Fighting between Syria’s Kurdish forces, pro-Assad militia enters fourth day

CENTCOM commander Gen. Kenneth McKenzie said the United States is “prepared to assist” the Kurdish-led forces to de-escalate clashes.

Fighting escalated between Syria’s Kurdish-led forces and members of a pro-regime militia in the northeastern city of Qamishli on Friday after a local community leader was shot dead returning home from a meeting about reducing tensions in the city.

Shaykh Hayes al-Jaryan, also known as Abu Lawrence, was killed late Thursday night near his home near Qamishli airport, an area controlled by the pro-regime National Defense Force militia, according to local officials.

One local source described al-Jaryan as an independent mediator who had “a good relationship” with the Syrian Democratic Forces. His son Lawrence was killed in the war against the Islamic State in 2014.

No group has claimed credit for al-Jaryan’s death, which has renewed urban fighting that broke out earlier this week between Kurdish-led security forces and the NDF around the Tayy neighborhood, in which families from the Arab tribe of the same name are prominent.

The fighting broke out on Tuesday night after an Asayish officer was killed in a shootout with NDF fighters at a checkpoint near the city’s center. The cause of the incident remains unclear, as does the number of additional casualties.

At least two children have been killed in the crossfire so far, according to the Rudaw news agency. The Syria-based Rojava Information Center reported Friday that two people have died and six have been injured in the skirmishes so far.

Local community leaders in Qamishli are seeking renewed dialogue to end the fighting, according to a local official who spoke to Al-Monitor on the condition of anonymity.

Syria’s Kurdish-led forces control roughly a third of the country, having captured it during the fight against the Islamic State thanks to support from the US-led international military coalition.

Some areas of Qamishli, including the airport, have remained in control of pro-Assad militias under an agreement between the two sides. The city lies in Syria’s far northeast, near the country’s borders with Iraq and Turkey.

Speaking at the Pentagon on Thursday, the head of all US military forces in the Middle East, Gen. Kenneth “Frank” McKenzie, offered US support to help defuse the fighting.

“We’ll do anything we can to help in de-escalating these clashes,” McKenzie said.

“You prefer to deal with it at the diplomatic level, if you can, or through talking, but we’ll be prepared to assist our SDF partners,” he said.

The US offer comes after an attempt by Russia’s military, which backs President Bashar al-Assad in the country’s decade-long civil war, failed to produce an effective cease-fire on Wednesday.

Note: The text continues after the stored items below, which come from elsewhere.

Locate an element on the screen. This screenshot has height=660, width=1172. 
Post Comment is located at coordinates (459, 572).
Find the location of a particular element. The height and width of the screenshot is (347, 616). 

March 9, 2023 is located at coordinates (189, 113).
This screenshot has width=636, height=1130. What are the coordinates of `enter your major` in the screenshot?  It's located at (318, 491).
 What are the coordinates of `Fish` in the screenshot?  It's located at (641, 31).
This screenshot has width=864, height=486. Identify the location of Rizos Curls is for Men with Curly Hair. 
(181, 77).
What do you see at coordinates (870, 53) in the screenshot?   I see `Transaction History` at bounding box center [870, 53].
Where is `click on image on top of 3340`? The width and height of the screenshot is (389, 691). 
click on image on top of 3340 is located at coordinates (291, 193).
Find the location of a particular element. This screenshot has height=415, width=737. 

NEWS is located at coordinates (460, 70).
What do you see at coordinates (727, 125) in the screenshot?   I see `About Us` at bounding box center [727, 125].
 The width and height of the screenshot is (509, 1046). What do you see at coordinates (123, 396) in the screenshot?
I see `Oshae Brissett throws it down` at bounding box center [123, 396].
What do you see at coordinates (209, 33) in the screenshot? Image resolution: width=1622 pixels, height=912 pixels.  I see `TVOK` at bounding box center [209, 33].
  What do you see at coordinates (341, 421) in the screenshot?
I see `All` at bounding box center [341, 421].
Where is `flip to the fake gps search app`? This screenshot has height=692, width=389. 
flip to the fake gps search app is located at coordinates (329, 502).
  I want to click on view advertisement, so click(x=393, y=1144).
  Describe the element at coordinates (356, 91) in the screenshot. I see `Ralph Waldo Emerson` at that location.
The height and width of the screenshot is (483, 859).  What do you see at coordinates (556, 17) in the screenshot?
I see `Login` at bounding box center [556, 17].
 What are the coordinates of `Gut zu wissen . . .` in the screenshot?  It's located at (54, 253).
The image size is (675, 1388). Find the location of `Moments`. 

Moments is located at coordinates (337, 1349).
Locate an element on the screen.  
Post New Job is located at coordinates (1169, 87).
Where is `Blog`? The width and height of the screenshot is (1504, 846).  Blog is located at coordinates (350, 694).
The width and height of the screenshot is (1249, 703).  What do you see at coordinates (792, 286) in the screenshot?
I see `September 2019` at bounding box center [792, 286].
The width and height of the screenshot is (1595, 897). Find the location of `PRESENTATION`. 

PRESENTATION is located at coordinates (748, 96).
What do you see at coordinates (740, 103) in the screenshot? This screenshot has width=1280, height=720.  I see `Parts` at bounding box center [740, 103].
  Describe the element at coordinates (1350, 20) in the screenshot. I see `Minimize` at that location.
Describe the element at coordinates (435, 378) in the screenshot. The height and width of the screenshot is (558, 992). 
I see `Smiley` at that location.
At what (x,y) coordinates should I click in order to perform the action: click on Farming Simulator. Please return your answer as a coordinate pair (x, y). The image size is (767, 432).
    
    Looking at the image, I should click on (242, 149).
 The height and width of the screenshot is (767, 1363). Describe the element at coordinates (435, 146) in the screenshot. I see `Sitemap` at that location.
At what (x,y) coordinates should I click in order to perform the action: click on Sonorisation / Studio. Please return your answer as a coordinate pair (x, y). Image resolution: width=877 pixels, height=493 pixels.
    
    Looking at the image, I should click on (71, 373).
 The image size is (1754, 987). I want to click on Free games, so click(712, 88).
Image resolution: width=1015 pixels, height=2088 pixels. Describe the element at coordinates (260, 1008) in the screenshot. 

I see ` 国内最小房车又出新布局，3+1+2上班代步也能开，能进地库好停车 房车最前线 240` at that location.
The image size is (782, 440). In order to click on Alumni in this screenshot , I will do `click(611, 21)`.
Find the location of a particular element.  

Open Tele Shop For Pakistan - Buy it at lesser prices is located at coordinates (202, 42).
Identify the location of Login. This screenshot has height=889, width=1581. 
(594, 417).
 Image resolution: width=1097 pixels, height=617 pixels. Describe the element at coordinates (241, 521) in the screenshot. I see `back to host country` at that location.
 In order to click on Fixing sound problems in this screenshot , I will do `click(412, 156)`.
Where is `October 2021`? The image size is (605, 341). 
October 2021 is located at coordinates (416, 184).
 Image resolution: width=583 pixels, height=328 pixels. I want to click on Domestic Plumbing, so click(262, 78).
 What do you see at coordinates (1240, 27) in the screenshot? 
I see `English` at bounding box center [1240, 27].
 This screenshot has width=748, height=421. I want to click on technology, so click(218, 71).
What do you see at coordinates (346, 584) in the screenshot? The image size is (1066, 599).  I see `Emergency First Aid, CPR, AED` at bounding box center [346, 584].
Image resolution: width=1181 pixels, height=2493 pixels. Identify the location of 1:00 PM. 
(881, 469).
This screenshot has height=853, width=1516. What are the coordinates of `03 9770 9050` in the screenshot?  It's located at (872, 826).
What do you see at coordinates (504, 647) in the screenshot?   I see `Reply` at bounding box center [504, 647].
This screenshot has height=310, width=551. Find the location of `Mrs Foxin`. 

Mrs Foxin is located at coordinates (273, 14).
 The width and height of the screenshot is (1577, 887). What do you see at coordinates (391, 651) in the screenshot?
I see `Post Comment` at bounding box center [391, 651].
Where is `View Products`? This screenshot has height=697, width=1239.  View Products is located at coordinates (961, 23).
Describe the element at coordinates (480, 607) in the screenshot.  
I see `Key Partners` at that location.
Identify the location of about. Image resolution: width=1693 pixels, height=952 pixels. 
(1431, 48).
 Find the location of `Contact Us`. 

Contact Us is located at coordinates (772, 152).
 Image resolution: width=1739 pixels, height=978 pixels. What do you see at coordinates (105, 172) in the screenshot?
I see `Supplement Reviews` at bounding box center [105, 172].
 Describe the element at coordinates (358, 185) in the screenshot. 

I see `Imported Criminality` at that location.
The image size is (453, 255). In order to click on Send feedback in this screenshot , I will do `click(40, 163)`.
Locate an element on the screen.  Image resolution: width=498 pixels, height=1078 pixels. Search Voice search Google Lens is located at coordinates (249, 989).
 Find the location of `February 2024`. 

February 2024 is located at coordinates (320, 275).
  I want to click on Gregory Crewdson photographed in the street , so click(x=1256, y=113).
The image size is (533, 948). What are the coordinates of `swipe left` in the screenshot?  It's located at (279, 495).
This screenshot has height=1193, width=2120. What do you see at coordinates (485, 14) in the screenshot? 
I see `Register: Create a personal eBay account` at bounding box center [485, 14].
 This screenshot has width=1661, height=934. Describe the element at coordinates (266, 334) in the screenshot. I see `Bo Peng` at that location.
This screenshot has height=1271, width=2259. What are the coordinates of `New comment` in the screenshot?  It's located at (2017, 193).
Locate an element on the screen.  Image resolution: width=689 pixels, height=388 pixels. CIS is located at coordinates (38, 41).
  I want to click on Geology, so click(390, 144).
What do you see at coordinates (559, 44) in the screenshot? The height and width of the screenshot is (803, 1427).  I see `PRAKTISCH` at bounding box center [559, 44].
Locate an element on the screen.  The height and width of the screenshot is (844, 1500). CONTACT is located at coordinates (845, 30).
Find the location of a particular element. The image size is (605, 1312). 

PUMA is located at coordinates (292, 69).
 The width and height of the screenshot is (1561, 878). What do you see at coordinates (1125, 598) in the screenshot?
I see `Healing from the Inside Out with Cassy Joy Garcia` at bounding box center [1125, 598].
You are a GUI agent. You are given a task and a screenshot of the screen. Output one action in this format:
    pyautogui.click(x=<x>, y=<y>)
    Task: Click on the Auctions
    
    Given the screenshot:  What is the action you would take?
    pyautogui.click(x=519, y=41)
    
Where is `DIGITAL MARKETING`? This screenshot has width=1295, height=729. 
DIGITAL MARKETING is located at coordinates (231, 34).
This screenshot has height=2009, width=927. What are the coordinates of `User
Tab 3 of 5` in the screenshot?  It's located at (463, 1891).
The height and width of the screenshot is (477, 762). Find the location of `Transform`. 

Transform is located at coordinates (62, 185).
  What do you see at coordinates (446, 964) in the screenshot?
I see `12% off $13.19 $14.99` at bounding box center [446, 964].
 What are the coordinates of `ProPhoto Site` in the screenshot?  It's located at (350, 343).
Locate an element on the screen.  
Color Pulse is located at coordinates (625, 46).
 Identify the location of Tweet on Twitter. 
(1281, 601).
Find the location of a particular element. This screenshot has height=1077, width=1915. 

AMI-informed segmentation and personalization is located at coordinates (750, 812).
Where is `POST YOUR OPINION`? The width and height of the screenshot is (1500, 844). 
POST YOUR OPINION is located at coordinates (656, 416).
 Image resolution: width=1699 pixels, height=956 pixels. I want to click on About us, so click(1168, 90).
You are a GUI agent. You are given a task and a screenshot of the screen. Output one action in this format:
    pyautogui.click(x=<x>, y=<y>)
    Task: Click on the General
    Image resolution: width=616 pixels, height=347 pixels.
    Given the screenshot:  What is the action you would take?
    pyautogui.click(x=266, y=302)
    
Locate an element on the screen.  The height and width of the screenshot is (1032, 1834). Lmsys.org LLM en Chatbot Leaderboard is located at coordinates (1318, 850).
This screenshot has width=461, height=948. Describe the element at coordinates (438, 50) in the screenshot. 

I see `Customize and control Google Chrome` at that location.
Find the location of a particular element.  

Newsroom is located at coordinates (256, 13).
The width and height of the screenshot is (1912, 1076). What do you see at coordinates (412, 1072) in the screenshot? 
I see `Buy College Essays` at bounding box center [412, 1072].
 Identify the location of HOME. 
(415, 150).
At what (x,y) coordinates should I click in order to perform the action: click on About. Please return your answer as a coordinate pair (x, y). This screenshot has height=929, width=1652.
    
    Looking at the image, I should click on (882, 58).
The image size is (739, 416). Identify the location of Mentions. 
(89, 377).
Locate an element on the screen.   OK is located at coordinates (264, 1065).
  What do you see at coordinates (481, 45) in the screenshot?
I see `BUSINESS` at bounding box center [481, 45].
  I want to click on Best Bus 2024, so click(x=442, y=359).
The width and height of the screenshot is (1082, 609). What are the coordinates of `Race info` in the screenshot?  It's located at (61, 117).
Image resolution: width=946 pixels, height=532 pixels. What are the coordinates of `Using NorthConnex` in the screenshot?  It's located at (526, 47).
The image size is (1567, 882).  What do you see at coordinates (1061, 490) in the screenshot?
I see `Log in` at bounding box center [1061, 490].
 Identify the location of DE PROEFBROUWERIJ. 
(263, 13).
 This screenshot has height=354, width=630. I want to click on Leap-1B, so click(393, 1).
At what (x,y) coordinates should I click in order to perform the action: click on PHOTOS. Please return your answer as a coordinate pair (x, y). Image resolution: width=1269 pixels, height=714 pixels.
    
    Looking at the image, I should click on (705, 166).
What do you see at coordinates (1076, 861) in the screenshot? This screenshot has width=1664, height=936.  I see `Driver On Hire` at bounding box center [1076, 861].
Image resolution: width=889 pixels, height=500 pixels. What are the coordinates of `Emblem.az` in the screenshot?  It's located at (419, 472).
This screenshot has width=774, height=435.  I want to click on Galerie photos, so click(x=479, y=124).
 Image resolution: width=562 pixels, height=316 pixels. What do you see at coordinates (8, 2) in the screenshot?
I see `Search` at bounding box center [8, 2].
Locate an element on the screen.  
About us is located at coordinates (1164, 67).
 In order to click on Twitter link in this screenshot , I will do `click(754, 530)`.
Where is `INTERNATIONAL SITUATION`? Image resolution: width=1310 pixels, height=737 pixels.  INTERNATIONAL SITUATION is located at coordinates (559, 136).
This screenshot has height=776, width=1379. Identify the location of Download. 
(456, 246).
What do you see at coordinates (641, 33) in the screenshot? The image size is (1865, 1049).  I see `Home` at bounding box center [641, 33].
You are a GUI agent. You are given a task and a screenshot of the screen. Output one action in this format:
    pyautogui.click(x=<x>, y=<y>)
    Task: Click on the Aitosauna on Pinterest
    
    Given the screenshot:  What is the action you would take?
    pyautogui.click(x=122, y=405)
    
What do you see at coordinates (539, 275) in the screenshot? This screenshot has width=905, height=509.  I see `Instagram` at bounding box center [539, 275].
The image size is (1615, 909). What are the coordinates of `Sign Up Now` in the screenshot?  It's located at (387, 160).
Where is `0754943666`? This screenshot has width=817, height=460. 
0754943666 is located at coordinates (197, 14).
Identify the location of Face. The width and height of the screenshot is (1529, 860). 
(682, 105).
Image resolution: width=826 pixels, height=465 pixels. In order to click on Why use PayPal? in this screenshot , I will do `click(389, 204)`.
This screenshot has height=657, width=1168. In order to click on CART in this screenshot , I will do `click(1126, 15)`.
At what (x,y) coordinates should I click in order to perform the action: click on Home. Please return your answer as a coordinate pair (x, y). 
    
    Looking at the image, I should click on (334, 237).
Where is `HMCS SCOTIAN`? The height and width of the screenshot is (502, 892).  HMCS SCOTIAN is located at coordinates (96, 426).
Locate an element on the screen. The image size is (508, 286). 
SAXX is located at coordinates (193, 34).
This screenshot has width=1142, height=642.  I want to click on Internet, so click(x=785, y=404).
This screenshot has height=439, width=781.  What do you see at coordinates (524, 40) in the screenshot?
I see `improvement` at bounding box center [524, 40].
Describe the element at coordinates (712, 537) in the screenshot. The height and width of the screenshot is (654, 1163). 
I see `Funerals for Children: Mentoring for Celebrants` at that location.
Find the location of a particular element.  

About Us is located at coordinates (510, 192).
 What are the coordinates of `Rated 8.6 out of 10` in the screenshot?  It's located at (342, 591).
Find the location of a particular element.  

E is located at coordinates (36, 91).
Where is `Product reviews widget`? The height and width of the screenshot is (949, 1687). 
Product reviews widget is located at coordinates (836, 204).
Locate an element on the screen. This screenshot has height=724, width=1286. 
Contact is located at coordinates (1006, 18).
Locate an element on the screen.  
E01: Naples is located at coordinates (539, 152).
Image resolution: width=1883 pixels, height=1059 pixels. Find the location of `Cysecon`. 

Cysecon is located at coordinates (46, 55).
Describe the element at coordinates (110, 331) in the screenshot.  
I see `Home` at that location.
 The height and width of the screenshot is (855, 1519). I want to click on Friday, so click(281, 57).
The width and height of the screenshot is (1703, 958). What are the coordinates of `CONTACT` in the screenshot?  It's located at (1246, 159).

Sounds of gunfire ripped through the city on Friday for the fourth day in a row, shattering the calm to which residents have become accustomed in recent years under SDF control.

Units of the SDF’s Asayish and anti-terror HAT forces attempted to push into the Tayy neighborhood on Thursday, according to local reports, but their progress has been disputed by the NDF. The pro-government militia draws many of its fighters from the Al-Tayy tribe.

Russia has exploited fighting between the Kurdish-led forces and other groups in northeast Syria to expand its footprint and edge out the US military, whose presence in Deir Ezzor province blocks the Kremlin’s access to lucrative oil deals with the Assad regime.

Though US forces continue to train the Kurdish-led forces to root out the remnants of IS, they are not authorized to engage pro-regime or other parties in the conflict unless acting in self-defense.

Russian mercenaries and pro-regime fighters attempted to seize a US- and SDF-held natural gas field in Deir Ezzor in 2018, only to be met with a blitz of American artillery and airstrikes that reportedly killed as many as 200 fighters.

CENTCOM reported last year that the Assad regime and Russia have worked to exploit ethnic and tribal tensions in areas controlled by the SDF in order to undermine the US foothold in Syria.

US officials have insisted the military will remain in Syria until the Assad regime agrees to hold free and fair elections. The previous administration also demanded that Iran’s fighters, which also support Assad, leave the country.